Glossary

What is Gross Margin?

Revenue minus cost of goods sold, expressed as a percentage, measuring how much of each revenue dollar remains after direct costs of delivering the product or service.

In Depth

Understanding the Details

Gross margin indicates business model efficiency. SaaS typically has 70-85% gross margin because software delivery costs are minimal after development. Services businesses have lower margins because delivery requires labor. Gross margin matters because it determines how much revenue is available for sales, marketing, R&D, and profit. High gross margin enables aggressive growth investment; low gross margin constrains options. Gross margin can be calculated at company level or per customer/segment for more granular analysis.

Examples

How It Works in Practice

SaaS gross margin

$100K revenue minus $20K hosting and support costs = $80K gross profit = 80% gross margin.

Services impact

Adding managed services with 50% margin dilutes overall margin from 80% to 70%.

Unit economics

LTV calculation uses gross margin, not revenue, because revenue below gross margin funds delivery, not profit.

Importance

Why It Matters

Gross margin determines how much revenue actually contributes to growth and profit. High gross margin is what makes SaaS economics attractive and enables investment in growth.

Misconceptions

What People Often Get Wrong

Revenue equals gross profit. Actually, gross margin accounts for delivery costs that revenue ignores.

SaaS gross margin is always high. Actually, heavy support loads or infrastructure costs can significantly reduce margin.

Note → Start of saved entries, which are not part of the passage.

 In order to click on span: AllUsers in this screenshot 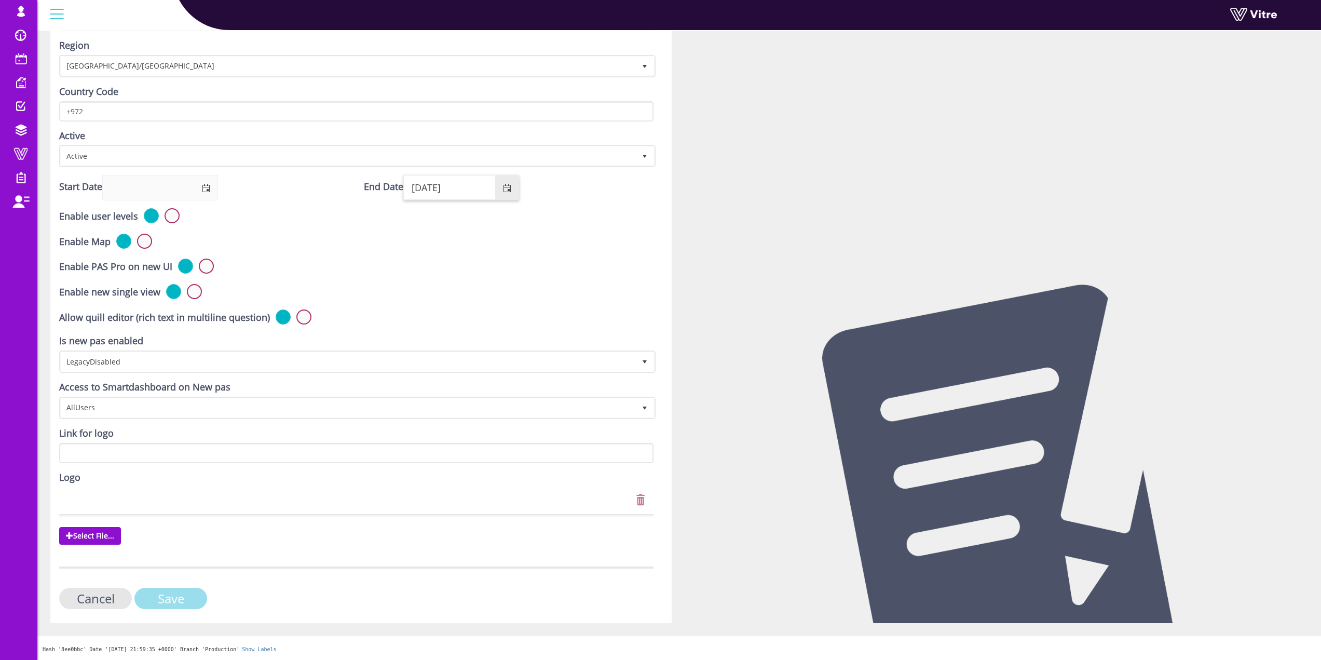, I will do `click(348, 407)`.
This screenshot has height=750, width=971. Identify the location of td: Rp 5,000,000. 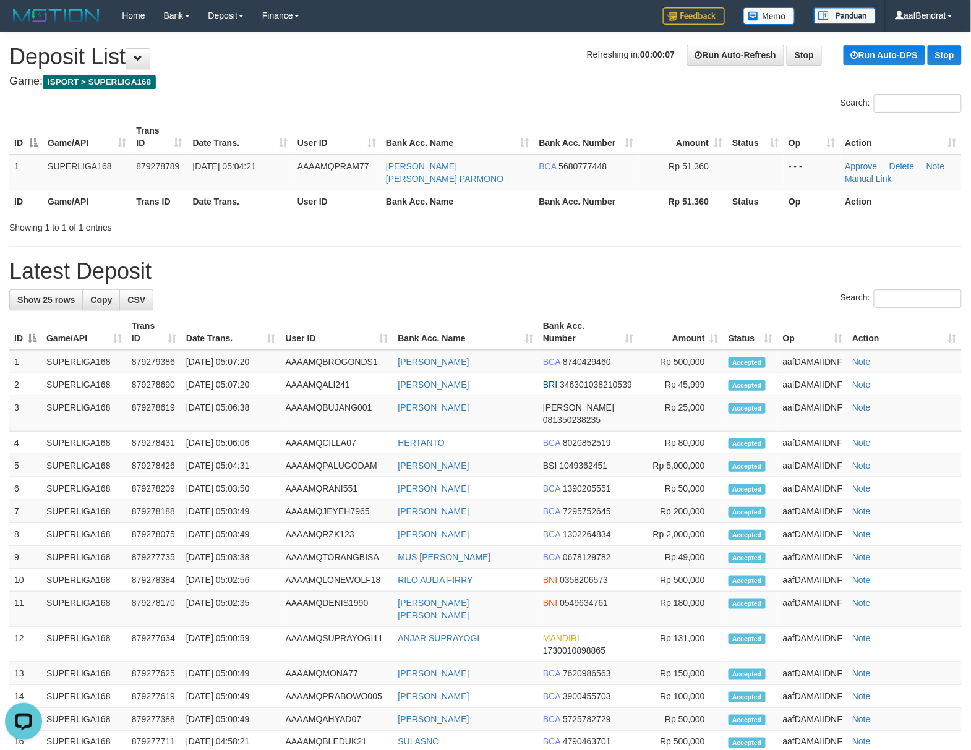
(681, 466).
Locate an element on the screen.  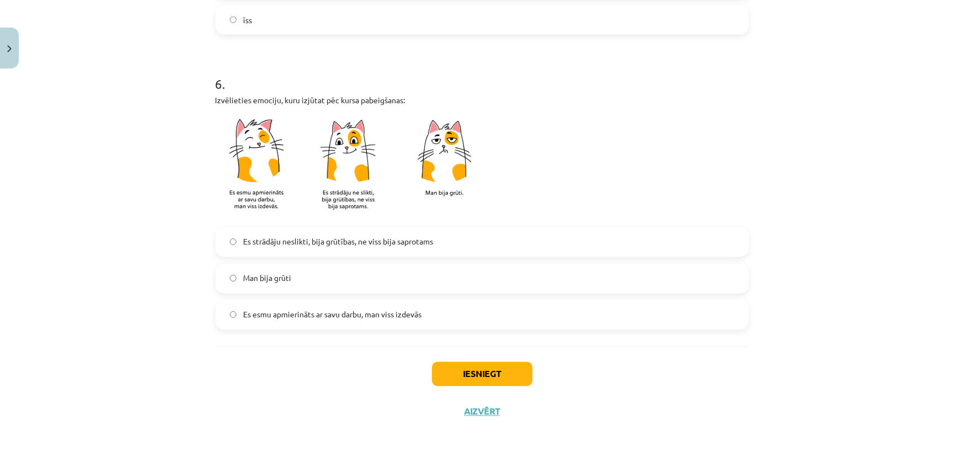
input: Es strādāju neslikti, bija grūtības, ne viss bija saprotams is located at coordinates (233, 242).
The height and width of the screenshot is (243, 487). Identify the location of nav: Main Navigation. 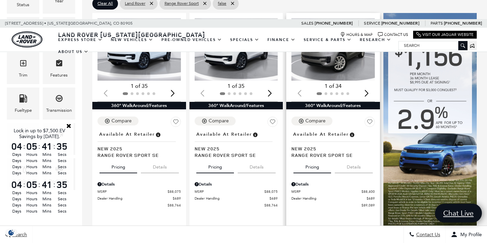
(226, 46).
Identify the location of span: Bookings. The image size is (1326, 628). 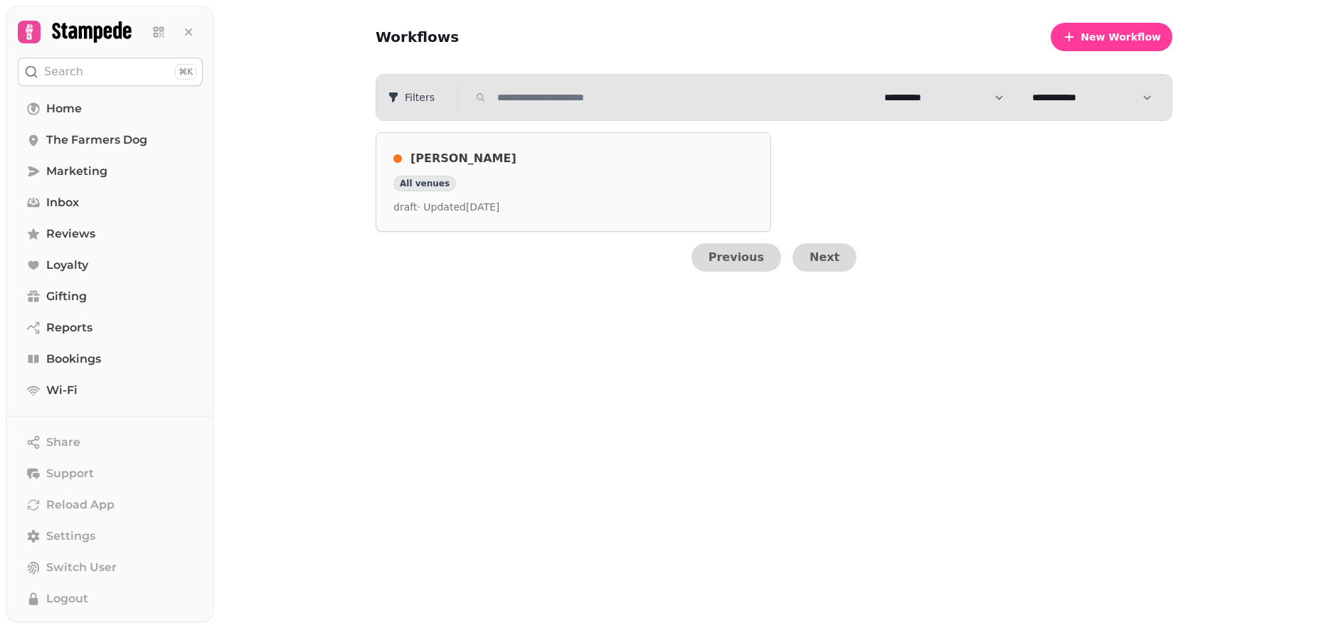
(73, 359).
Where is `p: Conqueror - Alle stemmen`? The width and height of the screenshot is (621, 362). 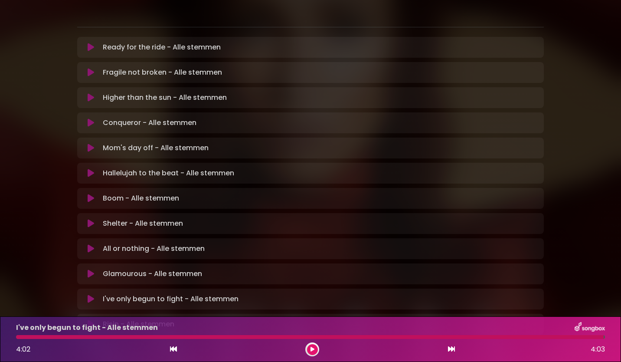 p: Conqueror - Alle stemmen is located at coordinates (150, 123).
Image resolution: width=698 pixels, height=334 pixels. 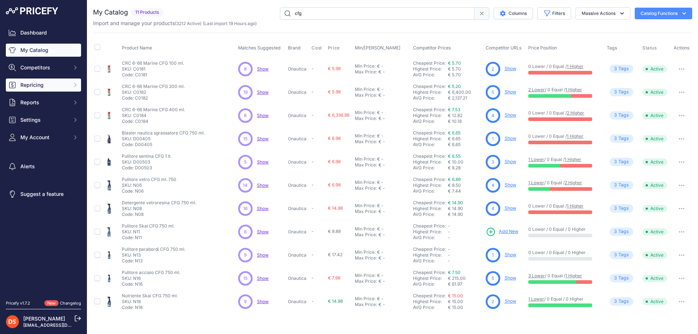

Gross margin is fixed. Actually, gross margin can improve through operational efficiency and pricing changes.

Our Approach

How We Handle Gross Margin

We help companies understand gross margin by segment, identify opportunities to improve margin, and incorporate accurate margins into unit economics analysis.

FAQ

Common Questions

Need Help With Gross Margin?

If you'd like to discuss how gross margin applies to your business, we're happy to explain further.